The Amazon represents over half of the planet's remaining rainforests and comprises the largest and most biodiverse tract of tropical rainforest in the world, with an estimated 390 billion individual trees divided into 16,000 species. One in ten known species in the world lives in the Amazon rainforest. This constitutes the largest collection of living plants and animal species in the world. The region is home to about 2.5 million insect species,tens of thousands of plants, and some 2,000 birds and mammals. One in five of all bird species are found in the Amazon rainforest, and one in five of the fish species live in Amazonian rivers and streams. Scientists have described between 96,660 and 128,843 invertebrate species in Brazil alone.

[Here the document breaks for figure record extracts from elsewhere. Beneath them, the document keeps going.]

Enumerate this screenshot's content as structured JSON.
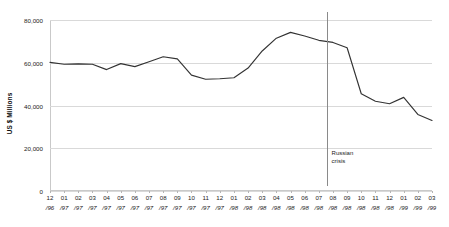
{
  "chart_data": {
    "type": "line",
    "title": "",
    "subtitle": "",
    "xlabel": "",
    "ylabel": "US $ Millions",
    "ylim": [
      0,
      80000
    ],
    "yticks": [
      0,
      20000,
      40000,
      60000,
      80000
    ],
    "ytick_labels": [
      "0",
      "20,000",
      "40,000",
      "60,000",
      "80,000"
    ],
    "grid": true,
    "legend": "none",
    "line_color": "#333333",
    "grid_color": "#d9d9d9",
    "marker_color": "#8a8a8a",
    "categories": [
      "12/96",
      "01/97",
      "02/97",
      "03/97",
      "04/97",
      "05/97",
      "06/97",
      "07/97",
      "08/97",
      "09/97",
      "10/97",
      "11/97",
      "12/97",
      "01/98",
      "02/98",
      "03/98",
      "04/98",
      "05/98",
      "06/98",
      "07/98",
      "08/98",
      "09/98",
      "10/98",
      "11/98",
      "12/98",
      "01/99",
      "02/99",
      "03/99"
    ],
    "xtick_months": [
      "12",
      "01",
      "02",
      "03",
      "04",
      "05",
      "06",
      "07",
      "08",
      "09",
      "10",
      "11",
      "12",
      "01",
      "02",
      "03",
      "04",
      "05",
      "06",
      "07",
      "08",
      "09",
      "10",
      "11",
      "12",
      "01",
      "02",
      "03"
    ],
    "xtick_years": [
      "/96",
      "/97",
      "/97",
      "/97",
      "/97",
      "/97",
      "/97",
      "/97",
      "/97",
      "/97",
      "/97",
      "/97",
      "/97",
      "/98",
      "/98",
      "/98",
      "/98",
      "/98",
      "/98",
      "/98",
      "/98",
      "/98",
      "/98",
      "/98",
      "/98",
      "/99",
      "/99",
      "/99"
    ],
    "values": [
      60200,
      59300,
      59500,
      59300,
      56800,
      59600,
      58200,
      60500,
      62800,
      61800,
      54200,
      52300,
      52500,
      53000,
      57500,
      65500,
      71500,
      74200,
      72500,
      70500,
      69500,
      67000,
      45500,
      42000,
      40800,
      43800,
      35800,
      33000
    ],
    "annotations": [
      {
        "name": "russian-crisis",
        "line1": "Russian",
        "line2": "crisis",
        "at_category_index": 20,
        "offset_categories": -0.45
      }
    ]
  }
}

The Amazon Rainforest, also known in English as Amazonia or the Amazon Jungle, is a moist broadleaf forest in the Amazon biome that covers most of the Amazon basin of South America. This basin encompasses 7,000,000 km2 (2,700,000 sq mi), of which 5,500,000 km2 (2,100,000 sq mi) are covered by the rainforest. This region includes territory belonging to nine nations. via GIPHY The majority of the forest is contained within Brazil, with 60% of the rainforest, followed by Peru with 13%, Colombia with 10%, and with minor amounts in Venezuela, Ecuador, Bolivia, Guyana, Suriname and French Guiana.

More than 56% of the dust fertilizing the Amazon rainforest comes from the Bodélé depression in Northern Chad in the Sahara desert. The dust contains phosphorus, important for plant growth. The yearly Sahara dust replaces the equivalent amount of phosphorus washed away yearly in Amazon soil from rains and floods. NASA's CALIPSO satellite has measured the amount of dust transported by wind from the Sahara to the Amazon: an average 182 million tons of dust are windblown out of the Sahara each year, across 1,600 miles (2,600 km) over the Atlantic Ocean. (Of course, some dust falls into the Atlantic).